Friday, September 29, 2006

New Federal Law: There is No Law

    Exactly what does it mean to live in a “free country?”  Does it mean that you have certain inalienable rights, such as a right to trial and legal representation?  If one’s rights can be summarily be suspended, revoked or made irrelevant forever by a single branch of government without recourse to the courts or a legislature, is one still “free?”

    On September 28, 2006, the Senate passed a bill giving President Bush extraordinary abilities to do almost anything if not anything, with almost anyone, if not anyone, he chooses.  The Bill awaits expected reconciliation with the House version before it is signed into law by the President.

According to a NY Times editorial on 9/28/06, these are some of the bill’s biggest flaws:

“Enemy Combatants: A dangerously broad definition of “illegal enemy combatant” in the bill could subject legal residents of the United States, as well as foreign citizens living in their own countries, to summary arrest and indefinite detention with no hope of appeal.  The president could give the power to apply this label to anyone he wanted.

The Geneva Conventions: The bill would repudiate a half-century of international precedent by allowing Mr. Bush to decide on his own what abusive interrogation methods he considered permissible.  And his decision could stay secret — there’s no requirement that this list be published.

Habeas Corpus: Detainees in U.S. military prisons would lose the basic right to challenge their imprisonment.  These cases do not clog the courts, nor coddle terrorists.  They simply give wrongly imprisoned people a chance to prove their innocence.

Judicial Review: The courts would have no power to review any aspect of this new system, except verdicts by military tribunals.  The bill would limit appeals and bar legal actions based on the Geneva Conventions, directly or indirectly.  All Mr. Bush would have to do to lock anyone up forever is to declare him an illegal combatant and not have a trial.

Coerced Evidence: Coerced evidence would be permissible if a judge considered it reliable — already a contradiction in terms — and relevant.  Coercion is defined in a way that exempts anything done before the passage of the 2005 Detainee Treatment Act, and anything else Mr. Bush chooses.

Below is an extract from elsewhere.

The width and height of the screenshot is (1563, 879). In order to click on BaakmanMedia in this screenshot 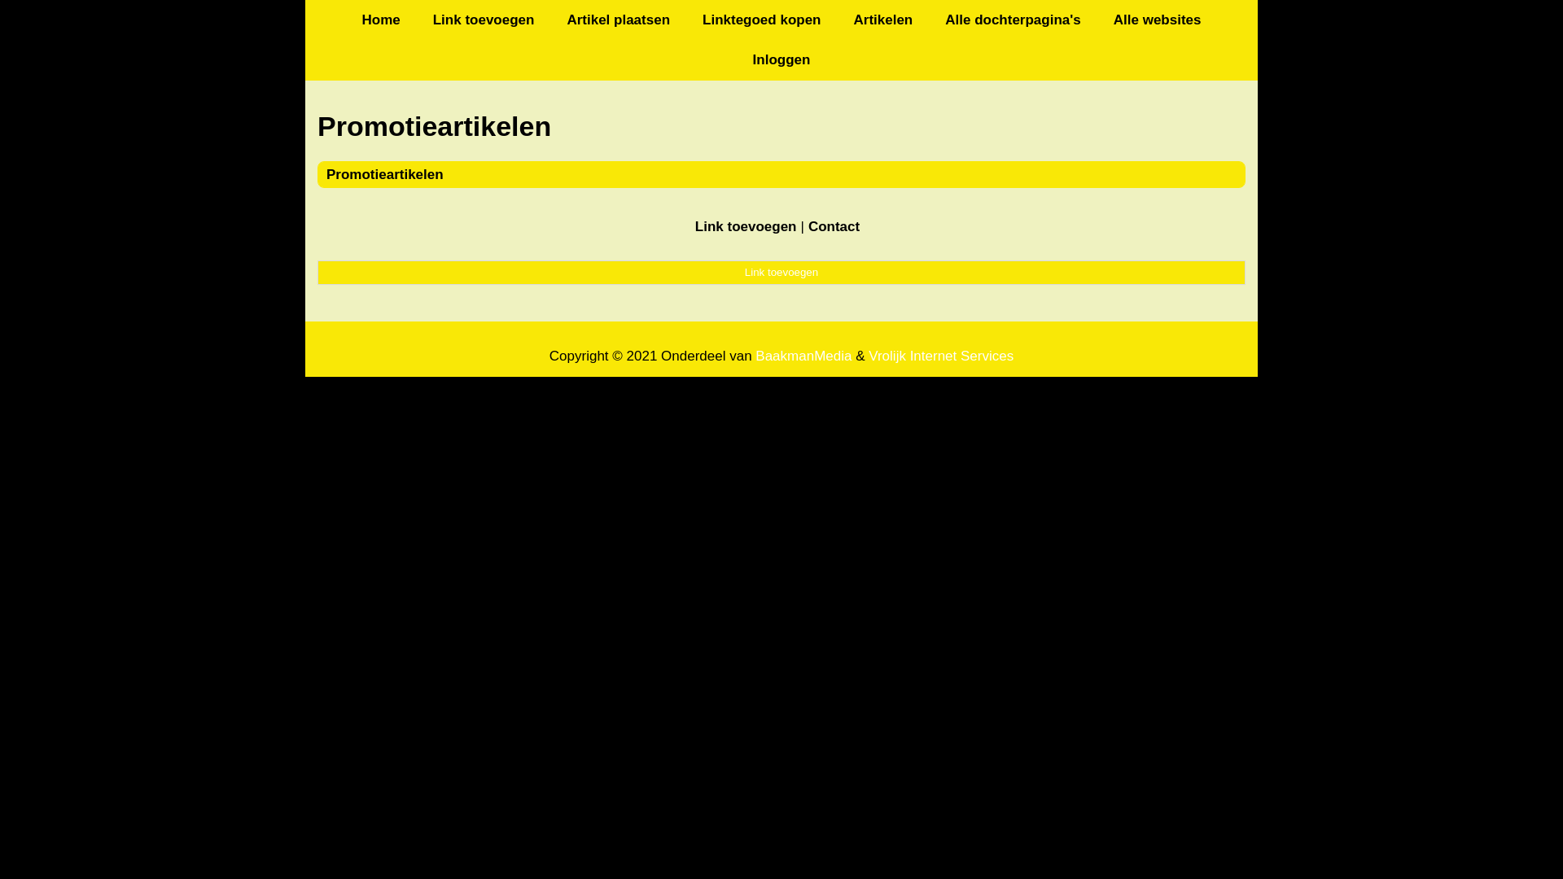, I will do `click(803, 357)`.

Secret Evidence: American standards of justice prohibit evidence and testimony that is kept secret from the defendant, whether the accused is a corporate executive or a mass murderer.  But the bill as redrafted by Mr. Cheney seems to weaken protections against such evidence.

Offenses: The definition of torture is unacceptably narrow, a virtual reprise of the deeply cynical memos the administration produced after 9/11.  Rape and sexual assault are defined in a retrograde way that covers only forced or coerced activity, and not other forms of nonconsensual sex.  The bill would effectively eliminate the idea of rape as torture.”

Under this law, the President could literally designate Al Gore, the Dixie Chicks and Jon Stewart “enemy combatants” and imprison them, secretly if he chooses, torture them, deny them even an opportunity to see an  attorney or go to court, deny them contact their families and possibly even kill them.